Saturday, 29 June 2013

BLACK SOCIAL HISTORY : AFRICAN AMERICAN ELIZABETH ECKFORD - THE FIRST AFRICAN AMERICAN TO WORK IN A BANK IN St LOUIS IN A NON-JANITORIAL POSITION : GOES INTO THE " HALL OF BLACK GENIUS "
















































































                           BLACK         SOCIAL         HISTORY                                                                                                                                                                                  Elizabeth Eckford : Biography
Elizabeth Eckford was born in Little Rock in 1942. Like most children in the Deep South, Eckford went to a segregated school. The states of Texas, Oklahoma, Arkansas, Missouri, Louisiana, Mississippi, Alabama, Georgia, Florida, South Carolina, North Carolina, Virginia and Kentucky all prohibited black and white children from attending the same school.
In 1952 the National Association for the Advancement of Coloured People appealed to the Supreme Court that school segregation was unconstitutional. The Supreme Court ruled that separate schools were acceptable as long as they were "separate and equal". It was not too difficult for the NAACP to provide information to show that black and white schools in the South were not equal.
After looking at information provided by the NAACP, the Supreme Court announced in 1954 that separate schools were not equal and ruled that they were therefore unconstitutional. Some states accepted the ruling and began to desegregate. However, several states in the Deep South, including Arkansas, refused to accept the judgment of the Supreme Court.
On 4th September, 1957, Elizabeth Eckford and eight other African American students attempted to enter Little Rock Central High School, a school that previously had only accepted white children. The governor of Arkansas, Orval Faubus, was determined to ensure that segregation did not take place and sent the National Guard to stop the children from entering the school.
On 24th September, 1957, President Dwight Eisenhower, went on television and told the American people: "At a time when we face grave situations abroad because of the hatred that communism bears towards a system of government based on human rights, it would be difficult to exaggerate the harm that is being done to the prestige and influence and indeed to the safety of our nation and the world. Our enemies are gloating over this incident and using it everywhere to misrepresent our whole nation. We are portrayed as a violator of those standards which the peoples of the world united to proclaim in the Charter of the United Nations."
After trying for eighteen days to persuade Orval Faubus to obey the ruling of the Supreme Court, Eisenhower decided to send federal troops to Arkansas to ensure that black children could go to Little Rock Central High School. The white population of Little Rock were furious that they were being forced to integrate their school and Faubus described the federal troops as an army of occupation. Elizabeth Eckford and the eight other African American children at the school suffered physical violence and constant racial abuse. Parents of four of the children lost their jobs because they had insisted in sending them to a white school. Eventually Orvel Faubus decided to close down all the schools in Little Rock.
In 1958 Elizabeth Eckford moved to St. Louis, Missouri where she achieved the necessary qualifications to study for a B.A. in history. After university she became the first African American in St. Louis to work in a bank in a non-janitorial position.
Elizabeth Eckford eventually moved back to Little Rock, Arkansas, and is now the mother of two sons.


Exercise: All lines in the data that hold the word "span" need copying.

Records from a dataset
------------------------------------

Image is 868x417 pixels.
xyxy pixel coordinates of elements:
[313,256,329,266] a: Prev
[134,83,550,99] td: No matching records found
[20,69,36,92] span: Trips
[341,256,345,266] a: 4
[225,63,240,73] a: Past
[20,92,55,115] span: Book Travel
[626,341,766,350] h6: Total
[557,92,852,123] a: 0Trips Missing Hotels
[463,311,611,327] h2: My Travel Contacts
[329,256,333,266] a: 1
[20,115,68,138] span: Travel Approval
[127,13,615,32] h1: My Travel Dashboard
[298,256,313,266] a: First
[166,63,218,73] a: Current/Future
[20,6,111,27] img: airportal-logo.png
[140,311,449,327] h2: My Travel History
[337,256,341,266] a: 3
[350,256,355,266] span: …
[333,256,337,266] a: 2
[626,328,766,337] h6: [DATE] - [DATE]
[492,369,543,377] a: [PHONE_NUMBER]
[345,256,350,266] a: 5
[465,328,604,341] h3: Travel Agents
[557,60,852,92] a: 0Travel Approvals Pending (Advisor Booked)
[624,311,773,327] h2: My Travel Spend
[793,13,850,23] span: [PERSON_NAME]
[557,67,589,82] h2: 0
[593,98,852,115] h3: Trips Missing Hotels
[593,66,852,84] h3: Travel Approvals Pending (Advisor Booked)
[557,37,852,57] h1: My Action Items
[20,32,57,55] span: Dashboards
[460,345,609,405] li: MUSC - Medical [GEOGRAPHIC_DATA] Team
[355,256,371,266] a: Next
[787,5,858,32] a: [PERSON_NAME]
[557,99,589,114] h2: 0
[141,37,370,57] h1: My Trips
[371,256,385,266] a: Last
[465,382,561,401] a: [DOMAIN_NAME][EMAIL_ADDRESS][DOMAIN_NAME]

------------------------------------

Result:
[20,69,36,92] span: Trips
[20,92,55,115] span: Book Travel
[20,115,68,138] span: Travel Approval
[350,256,355,266] span: …
[793,13,850,23] span: [PERSON_NAME]
[20,32,57,55] span: Dashboards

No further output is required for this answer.